I’ve seen fury in a man’s face before.

I’ve never seen a man look at me with murder fresh on his hands and love in his gaze.

It’s not soft. Not the romance-novel swell of violins and velvet roses. This isn’t love built from fairy tales—it’s baptized in blood and bone, in the protective howl of something ancient clawing its way up through his chest.

It’s the kind of love that promises to raze cities for you.

The kind that kills.

Malachi drops to one knee like the fury inside him has burned its way out. His bloody hand scrapes against the wrecked floor as he breathes hard, chest rising and falling in staccato bursts, his head bowed for a long, quiet second. His hair is soaked, dark strands clinging to his temples, and blood drips in slow threads from his collarbone to the floor.
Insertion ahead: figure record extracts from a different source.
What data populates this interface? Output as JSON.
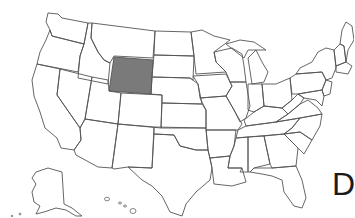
{
  "map": {
    "title": "United States outline map",
    "highlighted_state": "Wyoming",
    "highlight_color": "#7a7a7a",
    "outline_color": "#555555",
    "background_color": "#ffffff"
  },
  "label": {
    "letter": "D"
  }
}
He looks like something carved out of wrath turned marble, and still, he kneels like a man who has lost everything.

The silence after the storm is deafening.

I cross to him, unsure how my legs still work, how they haven’t folded under the weight of what just happened, of what I just saw. His fingers twitch against the ruined stage, and when I drop to my knees in front of him, he reaches for me, blindly, like he’s chasing the tether of us in the dark. His bloodstained hand lands on my hip, anchors there as though that touch alone can remind him that he’s still alive, that I still am too.
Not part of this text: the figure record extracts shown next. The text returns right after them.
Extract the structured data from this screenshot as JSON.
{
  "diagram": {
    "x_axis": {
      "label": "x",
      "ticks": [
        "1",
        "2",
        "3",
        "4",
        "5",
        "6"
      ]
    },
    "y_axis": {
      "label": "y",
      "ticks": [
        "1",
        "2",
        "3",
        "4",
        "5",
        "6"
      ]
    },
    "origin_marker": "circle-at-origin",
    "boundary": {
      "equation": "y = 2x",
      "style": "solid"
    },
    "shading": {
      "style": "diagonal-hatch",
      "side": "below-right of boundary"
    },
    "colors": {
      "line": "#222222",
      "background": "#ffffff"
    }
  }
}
“Blake,” he rasps. The sound is raw—like something dragged through fire. Not just the scrape of exhaustion or anger. There’s something else. A question dressed up as a warning. A plea.

I bring both hands to his face. His jaw is rigid beneath my palms, his fangs still sharp against his lip. His skin is hot to the touch under the blood, searing and alive in a way that makes my breath vanish. I tilt his face up toward mine, gently, so he doesn’t have to carry anything—not even the weight of his own shame, if this is what he thinks this is.

The red is gone, replaced by exhausted gold. His pupils pull back down to something almost human, the flood receding behind the dam again—for now. But it’s still there, I can feel it. The quiet pulse of his rage and love wrapped together inside him like some steel-forged chain. I don’t flinch. I don’t draw back.

He took a life to reclaim mine. Charlie’s too. Ours.

“Charlie?” he whispers. Tears burst into my eyes.

I lean my forehead against his. The smell of iron clings to him, but I don’t care. “She’s safe.” My own voice is scraped raw. “We’re both safe thanks to you.”

ChapterThirty-Four

BLAKE

We don’t speak much on the drive home.

Not because the silence is empty, but because it’s full. Dense, like fog off the river. One of those deep night silences that presses against the windows, curling around the frame of the Range Rover, humming softly beneath the idle murmur of tires on wet pavement. The street lamps cast thin gold blades across the glass, slicing the darkness into pieces I don’t know how to hold yet.

In the back seat beside me, Charlie is curled in on herself. The seatbelt strap pulls tight across her chest, but she hasn’t moved to adjust it. She clutches my hand in her lap, fingers sticky-slick with rain and sweat. Neither of us lets go.

Malachi’s steady at the wheel; his blood-splattered knuckles pale on the leather, his jaw set with a kind of quiet fury. He hasn’t spoken since we’ve gotten in the car. But he hasn’t closed himself off, either.